Why is ongoing business development important to the ICC?
Ongoing business development is important because the ICC needs to unlock the full value of its intellectual property rights. By intellectual property rights, I am referring generally to the rights to use ICC event logos and marks and video footage from ICC events. Sponsors, broadcasters and licensees want to use ICC intellectual property in an ever-increasing number of ways. If we only market this intellectual property in a handful of ways, it is a bit like a bookshop that only sells one genre of book.

The challenge is only partly focused on creating and growing new sources of revenue. It is also improving existing commercial activities so that the revenues and brand values derived from those activities are optimised. It is difficult for any business or organisation to come up with great new ideas for products and services. Revenue gains are most frequently achieved by asking the simple questions like ‘What are we doing now?’ and ‘How can we do it more effectively?’

What are the main current areas you are working on?

Since starting with the ICC in August 2007, my focus has been on 1) event licensing and 2) new media. Under event licensing, I have been responsible for establishing the ICC Official Licensed Merchandise and ICC Official Travel & Tours programs for the rights period from 2007 to 2015. Under new media, I have been soliciting a licensee for an ICC interactive cricket game and researching the best way to commercialise the video archives of past major events. For the most part, the ICC is already performing a certain level of this activity, using major ICC events as the primary windows of opportunity. Looking ahead, one of the key challenges for ICC and its selected commercial partners is to find ways to commercialise the ICC intellectual property outside of these event windows.
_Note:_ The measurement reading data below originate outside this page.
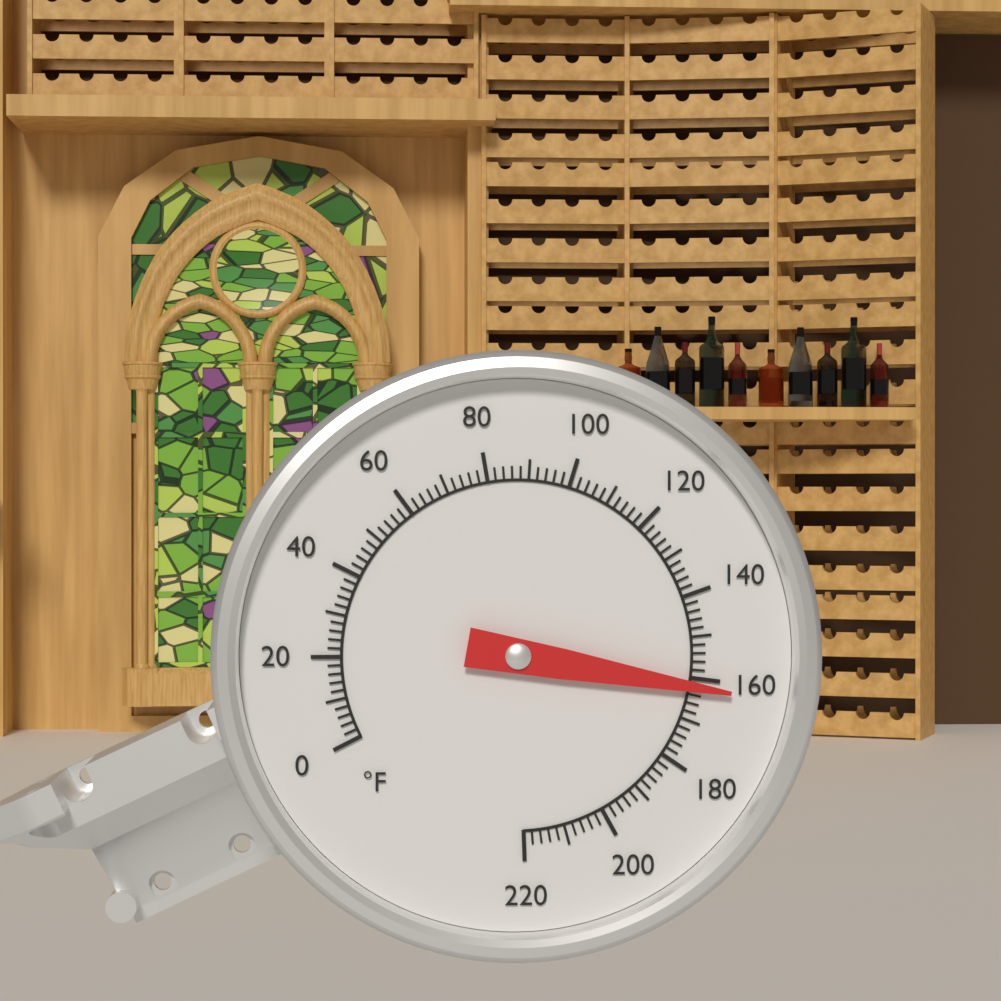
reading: 162 °F
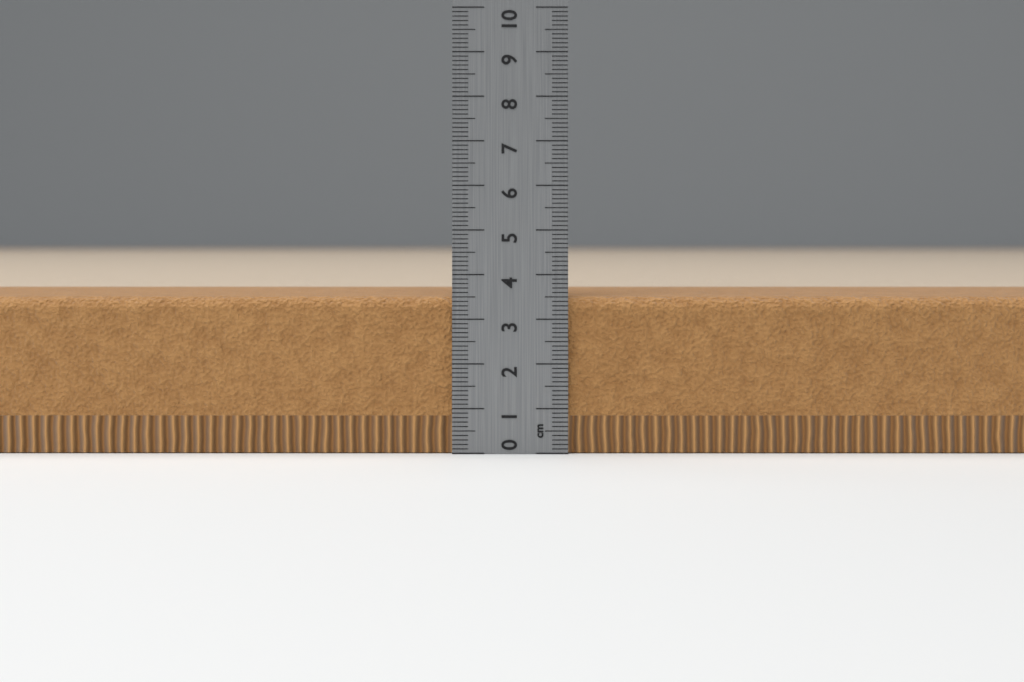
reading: 3.5 cm
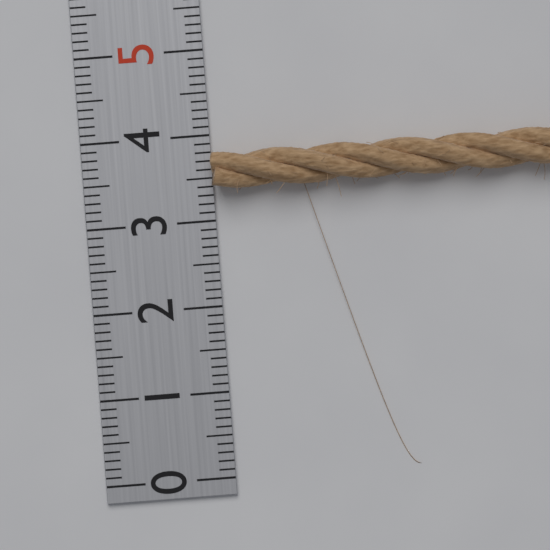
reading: 3.8 (no unit)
What are the benefits of these programs and how do they help the ICC better connect with its consumers?
I use the word ‘consumer’ very carefully in the context of sports fans. A person can consume an ICC cricket event passively by watching it on the TV without ever being converted into a customer – a person who actually buys products and services offered by the ICC or its commercial partners. Offering these programs on a continuous basis and working closely with sponsors, broadcasters and licensees enables more consumers to become customers.

Ultimately, it is what the ICC says and does and how it promotes the sport of cricket that determines the strength or weakness of its connection to cricket fans. However, the main benefit of these commercial programs is that they provide very visible branding for ICC and since the video, shirt or travel package purchased will be of very high quality, customers should build a positive mental association between ICC and the enjoyment of that product or service.

What has the ICC learnt from other sports in this area and in what ways is it leading the way in this field of work?

ICC utilises the services of outside experts in all of these business areas. For example, with respect to the ICC Official Travel & Tours program, we work with Cricket Logistics, a business owned and managed by Gullivers Sports Travel. Gullivers not only has experience of cricket having worked with the ICC at the Cricket World Cups in 2003 and 2007 but also works closely with the IRB and FIFA in relation to their major sporting events. Working with these experts allows the ICC to benefit from their learning from other sports. It also enables ICC to focus its efforts on the core objectives of staging events and servicing the needs of its sponsors and broadcasters. Where the ICC aims to lead the way is to ensure ICC event licensing and new media activities have the widest possible reach, so that they can be used as marketing tools for selling the sport of cricket globally.